Farewell to 2017: The Local Edition

As we prepare to ring in the New Year, it’s time to take a look back at some of the news stories and events that have dominated the Australian conversation the last 12 months.

As the world got used to Donald Trump calling the White House home, Malcolm Turnbull shared a testy phone call with the new ‘leader of the free world’.

According to The Washington Post, Trump berated him in what the US President called his “worst call ever”. The relationship hasn’t really recovered.

Turnbull was to figure heavily through the year on various issues; marriage equality and the citizenship saga the two that took on a life of their own.

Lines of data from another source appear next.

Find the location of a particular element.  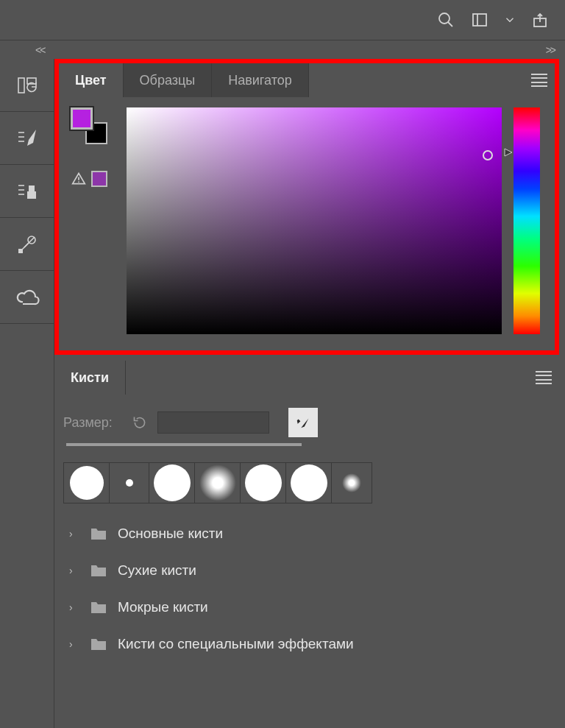

share-icon is located at coordinates (540, 20).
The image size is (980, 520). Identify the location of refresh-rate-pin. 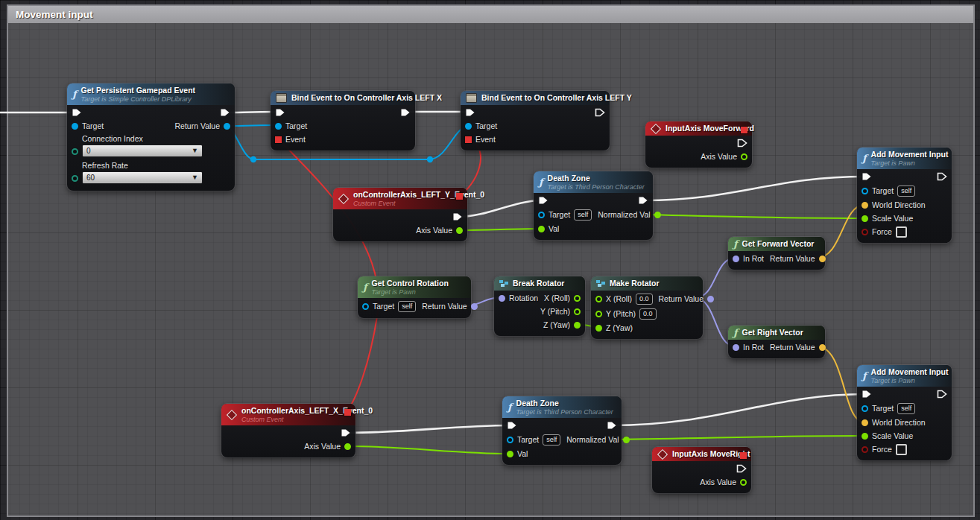
(75, 179).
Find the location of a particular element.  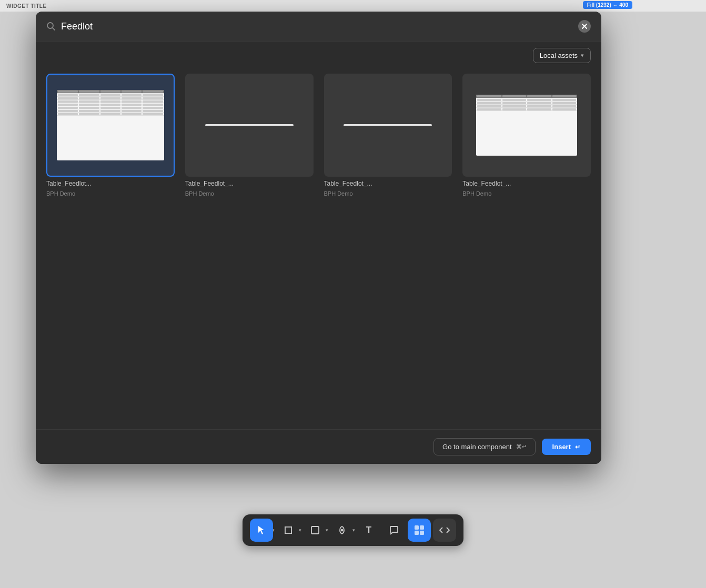

widget-title-text: WIDGET TITLE is located at coordinates (26, 6).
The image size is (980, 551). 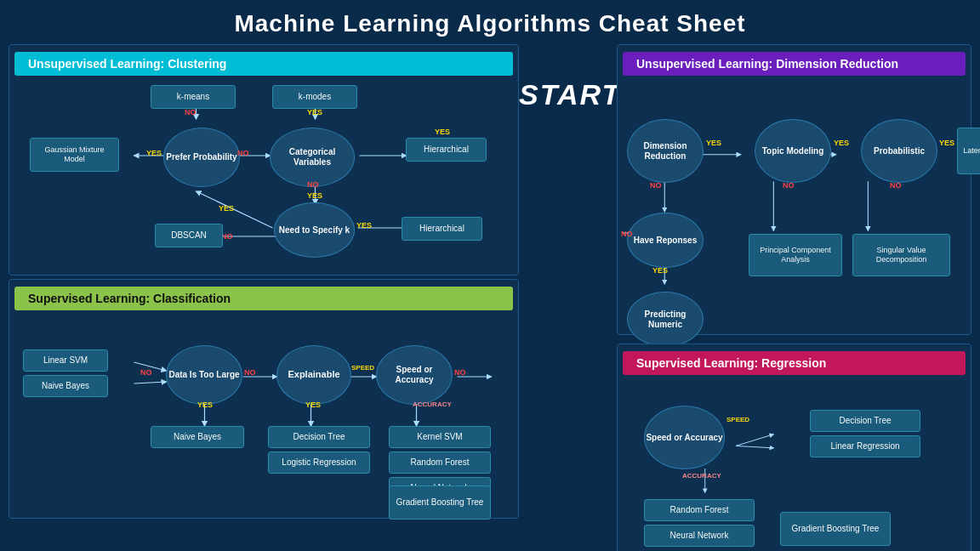 What do you see at coordinates (319, 463) in the screenshot?
I see `logistic-reg-node: Logistic Regression` at bounding box center [319, 463].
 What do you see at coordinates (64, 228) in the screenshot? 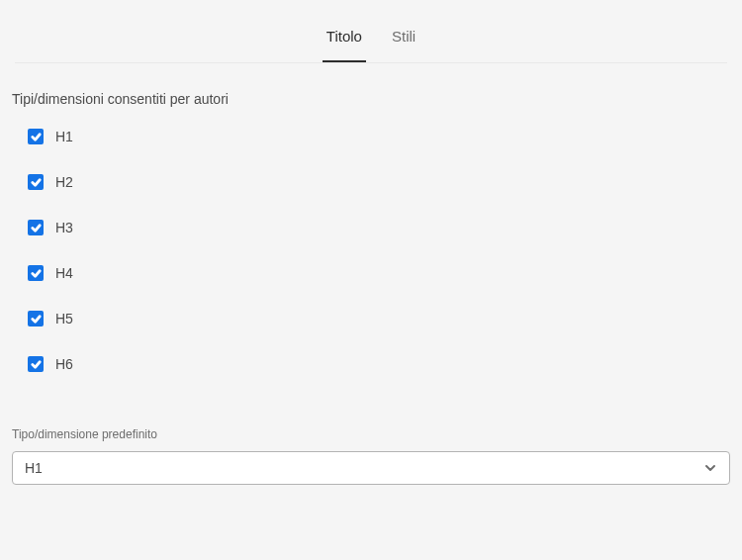
I see `checkbox-label-h3: H3` at bounding box center [64, 228].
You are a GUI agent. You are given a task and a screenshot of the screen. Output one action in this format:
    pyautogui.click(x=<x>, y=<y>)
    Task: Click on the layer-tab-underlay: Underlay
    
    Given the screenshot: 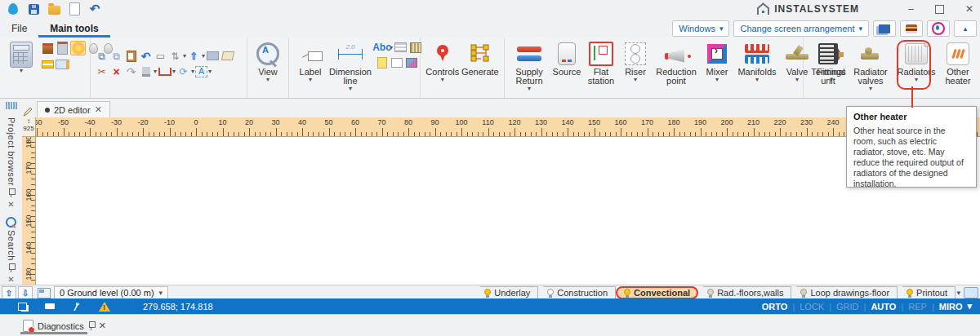 What is the action you would take?
    pyautogui.click(x=506, y=293)
    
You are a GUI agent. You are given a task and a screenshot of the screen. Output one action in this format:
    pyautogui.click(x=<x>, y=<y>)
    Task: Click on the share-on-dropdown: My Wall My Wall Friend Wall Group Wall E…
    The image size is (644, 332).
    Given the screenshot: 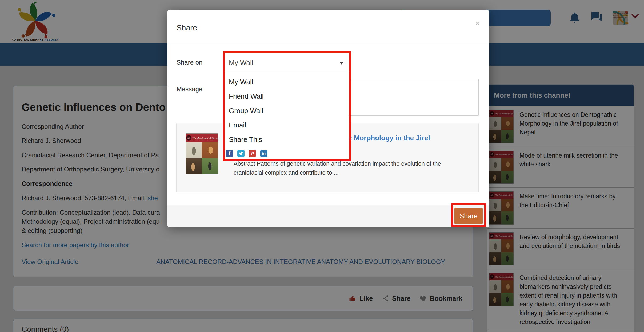 What is the action you would take?
    pyautogui.click(x=287, y=107)
    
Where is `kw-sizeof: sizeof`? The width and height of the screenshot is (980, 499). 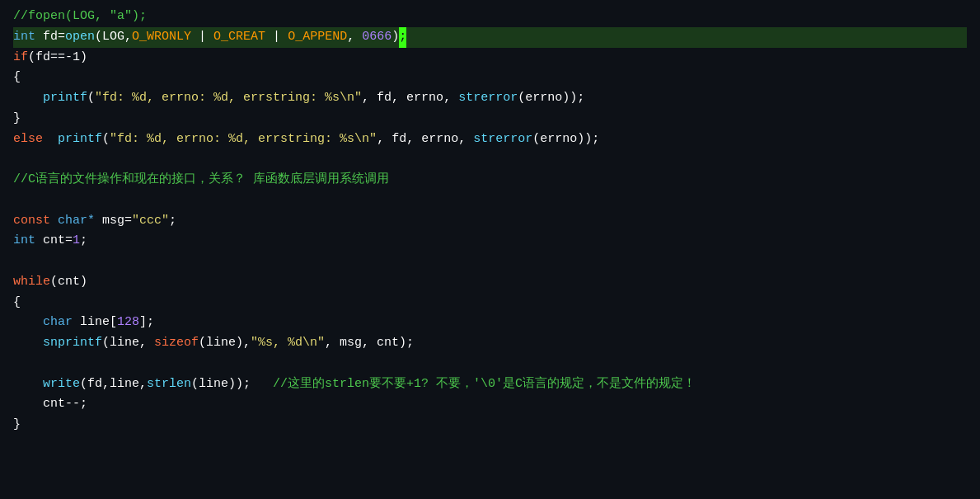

On August 25, a record number of Australians were involved to vote in the Australian Marriage Law Postal Survey. After weeks of deeply divisive debate, 61.6 percent of Australians voted ‘yes’. By year’s end, the first same sex marriages had been held.

Not such a happy ending for a number of Federal politicians, who were found to be dual citizens and therefore ineligible to sit in Parliament.

Greens Senator Scott Ludlam was the first to be found out and forced to resign. The dual Kiwi citizen had been in Parliament for nine years.

Deputy Prime Minister Barnaby Joyce also turned out to be a ‘secret Kiwi’. He resigned, but re-contested his seat of New England and is back in the big house.

The world of state politics saw NSW Premier Mike Baird resign with Gladys Berejiklian sworn in as the 45th premier.

Over in the west, the Labor Party under Mark McGowan took office from Liberal Colin Barnett, while Queensland Labor leader Annastacia Palaszczuk became the first woman to win back-to-back elections.

Australia’s most powerful Catholic Cardinal George Pell was in the headlines. He gave evidence to the Sex Abuse Royal Commission from Rome, but returned to Australia after Victoria Police announced he’d been charged with multiple historical sexual assault offences. He’s yet to stand trial.

Tragedy came to Melbourne in 2017, when a man drove into pedestrians on Bourke Street, killing five people and injuring more than 30 others.

Five people also died when a light plane crashed into the DFO shopping centre near Essendon Airport, while Victoria Police also dealt with a terror-inspire shooting in the bayside suburb of Brighton.

It was revealed gunman Yacqub Khayre had been charged and acquitted over the Holsworthy Barracks terror plot of 2009.

While Melbourne came to terms with that event, the NSW coroner handed down the findings into the Lindt Café siege inquiry – an even that was televised much like the siege itself back in 2014.

2017 saw Schapelle Corby finally return home from Bali, where she’d served a lengthy sentence for drug smuggling. And while she was leaving prison, another young Aussie was going in.

Adelaide woman Cassie Sainsbury was jailed for six years after she was caught smuggling 5.8 kilos of cocaine through Bogota International Airport in Colombia.

And it was a win for actress Rebel Wilson, when she successfully sued Bauer Media, claiming they’d painted her as a serial liar.

It was a trial that made headlines around the world.

While radio journos around the country may complain about it being a ‘slow’ news day (week or month), it’s clear there has been plenty to keep us occupied.